With 90 players on the camp roster, the squeeze isn’t as intense as it was a decade ago, when practice squads were less than half as big. Still, numerous players are fighting for their professional livelihoods this week and some big decisions lie ahead for Poles, coach Matt Eberflus and their staffs.
With that in mind, here are the five biggest roster questions lingering in the final week of the preseason:
Can Velus Jones, a third-round pick in 2022, do enough for the offense to secure a spot on the roster?
Our guess: No. Jones’ recent transition from wide receiver to running back felt born out of desperation more than a spark of creativity. Jones’ biggest value is as a kickoff returner. But as the Bears roster reaches a state of being legitimately competitive, they need players to fill the bottom of that roster who can do multiple things well.
In a crowded running back room that includes fullback Khari Blasingame and special teams standout Travis Homer, is Khalil Herbert in danger of being the odd man out?
Our guess: No. Some of this may hinge on how the Bears feel about Roschon Johnson as a viable RB2 option behind D’Andre Swift. And some may hinge on the special teams numbers game, which might create some squeeze in surprising places. Still, the Bears can easily justify keeping four running backs plus Blasingame, which would leave an opening for Herbert with undrafted rookie Ian Wheeler likely bound for the practice squad.
As a steady punt returner and veteran receiver, has Dante Pettis earned his way onto the 53-man roster?
Our guess: Yes. Pettis had two second-half touchdown catches from Tyson Bagent on Saturday and, when healthy, remains a dependable route runner who is suited for a backup receiver role. His experience as a punt returner is the foot that keeps the door open for his Bears career to continue.
Might rookie Kiran Amegadjie’s return to the active roster alter the plans for offensive line depth?
Our guess: Yes. The Bears drafted Amegadjie with a vision of molding him into a swing tackle as a rookie. But his delayed return from quadriceps surgery altered those plans, with Matt Pryor likely to secure that swing role for Week 1. Still, Amegadjie will be on the 53-man roster, which puts added pressure on veteran Larry Borom to prove he’s worth keeping.
The Bears essentially have six starters in Braxton Jones, Teven Jenkins, Coleman Shelton, Ryan Bates, Nate Davis and Darnell Wright. They’ll be looking to keep three reserves on the roster. And with Pryor and Amegadjie likely, the top candidates for that final spot are probably Borom and Ja’Tyre Carter.
With the secondary the deepest position group on the roster, will Poles be forced into some tough cuts on the back end next week?
Our guess: Yes.
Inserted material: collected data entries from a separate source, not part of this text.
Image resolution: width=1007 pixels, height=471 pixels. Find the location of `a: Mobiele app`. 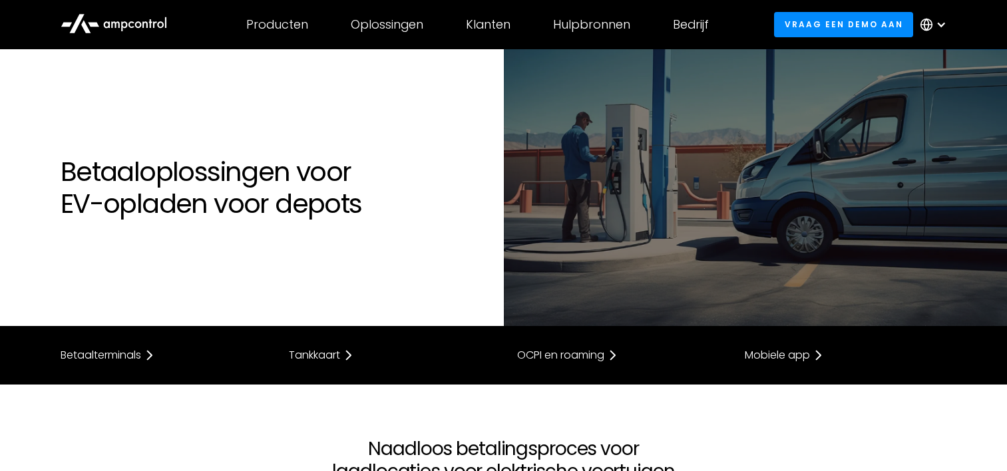

a: Mobiele app is located at coordinates (846, 356).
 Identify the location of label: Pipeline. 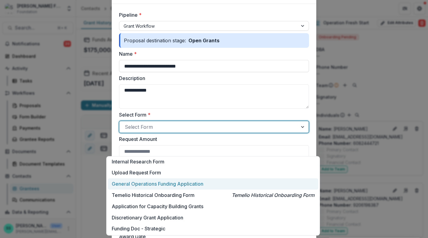
(212, 15).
Sharpie in Jaylon Johnson, Kyler Gordon, Tyrique Stevenson, Kevin Byard and Jaquan Brisker as your secondary starters. Hold backup/special teams spots for Josh Blackwell, Terell Smith, Jonathan Owens and Elijah Hicks. Then what?
With likely two more roster openings, there could be a battle among Jaylon Jones, Greg Stroman Jr., Reddy Stewart and perhaps Adrian Colbert to fill out the 53. It won’t be an easy call for Poles, but that’s the benefit of having a stronger roster with more quality depth.